Jan 20, 2014

Curiouser and Curiouser in Voting Rights

Milwaukee - Nation's most segregated
metropolitan area. Sensenbrenner lives
in the northwest white section. The black
neighborhoods are represented in black.
An Alice in Wonderland quality pervades the Voting Rights Amendment (VRA) Act (HR3899), introduced by Rep. James Sensenbrenner (R-Wisconsin) and Rep. John Conyers (D-Michigan).

Supporters say they are going to fix the VRA, but the politics are becoming curiouser and curiouser.

On the one side we have the main sponsor, that champion of national security, Rep. James Sensenbrenner (R-Menomonee Falls, Wisconsin), author of the PATRIOT Act of 2001 for which he spearheaded the reauthorization in 2005, and who continued to launch plaudits for his work in a speech to the University of Wisconsin Chapter of the Federalist Society in October 2009; until suddenly in November 2013 Sensenbrenner was outraged to discover the PATRIOT Act is an "abuse" of democracy.

More allies are joining the fight. Of the eight cosponsors in the House on the VRA 'fix', Reps. Sean Duffy (R-Wisconsin) and Spencer Bachus (R-Alabama) are on board; maybe they'll help push this Act through the House Judiciary Committee chaired by Rep. Bob Goodlatte (R-Virginia), who said last week that women should not get abortions because abortions decrease job production.

Back to Sensenbrenner's championing of voting, he says he loves the Voting Rights Act so much he is willing to let stand all of the states' voter obstruction laws that his party has enacted as long as they are "reasonable."

What's really curious is that Sensenbrenner has called Texas and Wisconsin's restrictive photo voter ID laws, "common sense."

And regarding the U.S. filing a lawsuit under the VRA against Texas, Sensenbrenner said last August, "I regret that the Department of Justice announced its intent to file a lawsuit against Texas’ voter ID law citing Section 2 to the Voting Rights Act.  The Texas legislature passed voter ID, and Governor Perry signed this legislation into law in 2011. Voter ID laws are an essential element in protecting the integrity of our electoral process and do not have a discriminatory intent or effect. "

This is the guy about whom the League of Women Voters of Wisconsin said, "We were pleased that Wisconsin’s Representative Jim Sensenbrenner (R-Wisconsin), along with Rep. John Conyers (D-Michigan), introduced bipartisan legislation to protect the rights of all voters from discrimination and repair the damage to the Voting Rights Act of 1965 inflicted by the U.S. Supreme Court’s decision in Shelby v. Holder. The bill seeks to protect all voters against discrimination at the ballot box and ensure that Americans are guaranteed their right to vote."

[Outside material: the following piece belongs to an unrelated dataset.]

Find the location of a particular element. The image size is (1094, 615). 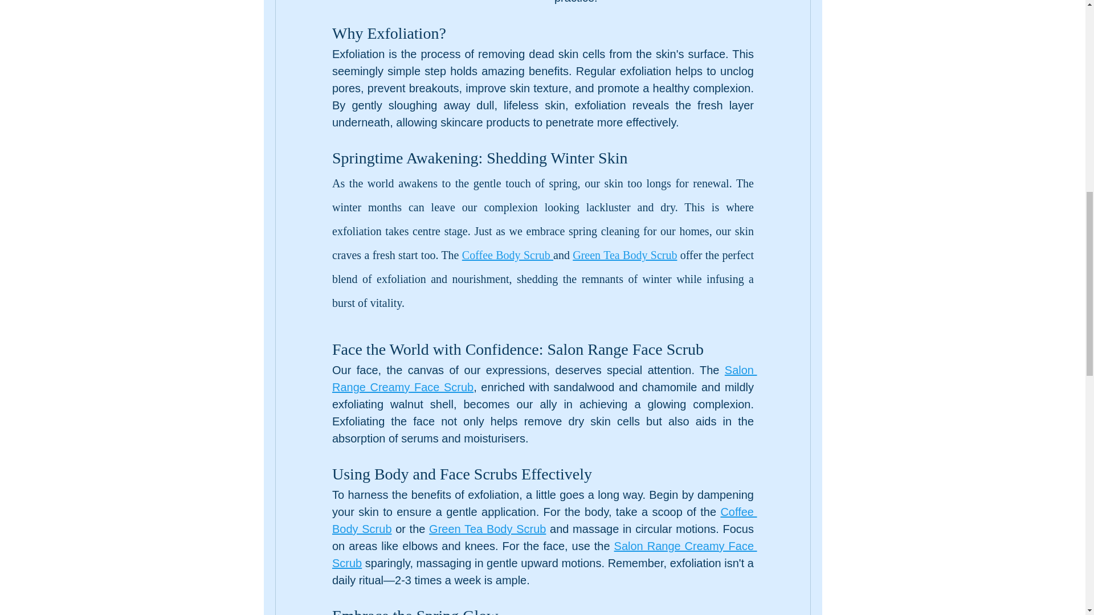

For those who have not followed the political career of James Sensenbrenner since he moved back to Wisconsin in the 1960s, Sensenbrenner was not a civil rights worker, never stood out on a limb for civil rights, and refuses to criticize his own state's restrictive photo voter ID law on the grounds that such laws are common sense measures that need federal protection by the Voting Rights Amendment (VRA) Act (HR3899).

Briefly, HR3899 really sucks.The end game is gridlock; and minorities and young people will stay away from the polls out of disgust. Nice job, guys.